I confess that I am very sympathetic to this idea. To me, $ball->size = 10
is syntactic sugar for $ball->set_size(10). Admittedly, it's very pretty
syntactic sugar and I would probably use it if I knew it was safe. That
being said, is size for a field or a method? Either way, if someone wants
to change it from one to the other, the external interface should not
change in order to guarantee that we're preserving the contract the class
presents. So we need to have this behavior available for both fields and
methods without the consumer of the class being able to divine a difference
(short of metaprogramming, of course).

We also have to take care that the interface is as clean as possible and
that's going to take some design discussion. For
Object::Pad::Keyword::Accessor, we have this:

field $count = 0;

accessor count {
get { return $count }
set ($new) {
$new =~ m/^\d+$/ or croak "Invalid new value for count";
$count = $new;
}
}

That shows how difficult this can actually be. The regex probably needs an
/a at the end, or be rewritten with [0-9]. However, is a negative count
acceptable? I wouldn't think so.

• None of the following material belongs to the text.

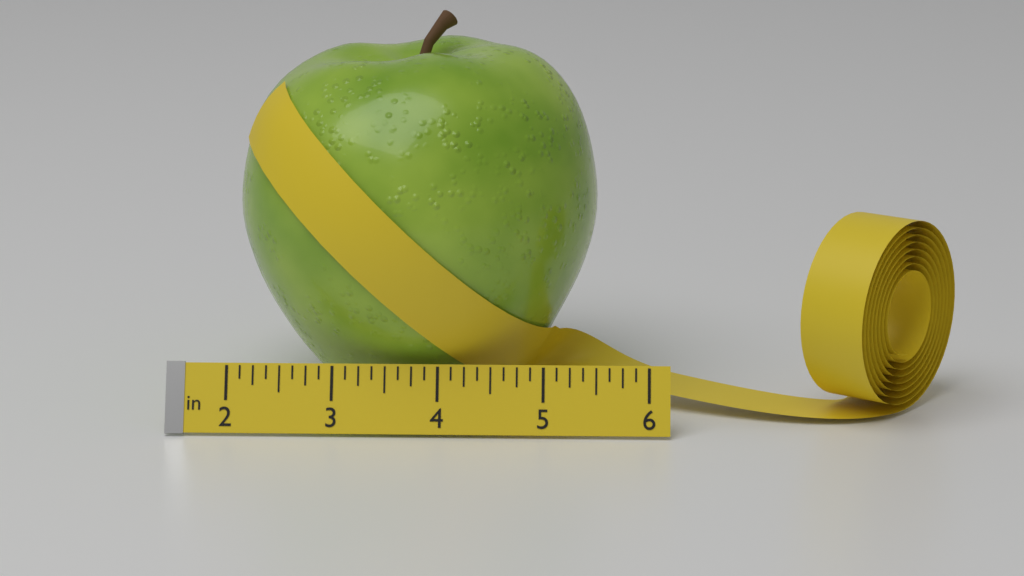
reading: 5.500 in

Do we want to allow the count to be 2e3
(2000)? Er, maybe. That will even pass the regex check, if $new is a
number, but not if it's a string. And 20e30 would never pass that regex
check, even though it might be an acceptable value. Do we want that? Also,
the set could be written as:

set ($new) {
$new =~ m/^\d+$/a or croak "Invalid new value for count";
$count = $new;
$other = rand();
}

Should we making side-effects easy be the right interface? Again, a big
design decision. We've spent years trying to design Corinna to make it easy
to follow best practices, but possible to take other approaches, when
needed. So let's say all integers are allowed and we do this to allow
lvalues:

field $count :reader :writer(:lvalue) :of(INTEGER) = 0;

That's more concise, probably handles the common cases better, it's
declarative, less likely to be incorrect, but still allows someone to
replace this with a method if they need more behavior (assuming methods
allow lvalue arguments in some fashion).

But we can't do that for now because :of(INTEGER)-style constraints would
apply to the entire language, not just Corinna, so it's probably
out-of-scope for now.

I would feel much more comfortable if Corinna was as restricted as possible
for the first release so the team can work together to figure out these
design decisions, especially given that we don't know what the original
impact of Corinna is going to be.

Best,
Ovid
Re: Release announcement for perl 5.37.9 [ In reply to ]
On Mon, Feb 20, 2023, at 15:55, Karen Etheridge wrote:
> "Each has his past shut in him like the leaves of a book known to him by
> heart and his friends can only read the title."
>
> -- Virginia Woolf
>
> We are delighted to announce version 37.9,
> the tenth development release of version 37 of Perl 5.

Did I never reply to this?? Sorry, Karen! Thanks for the release, I used it for a whole month!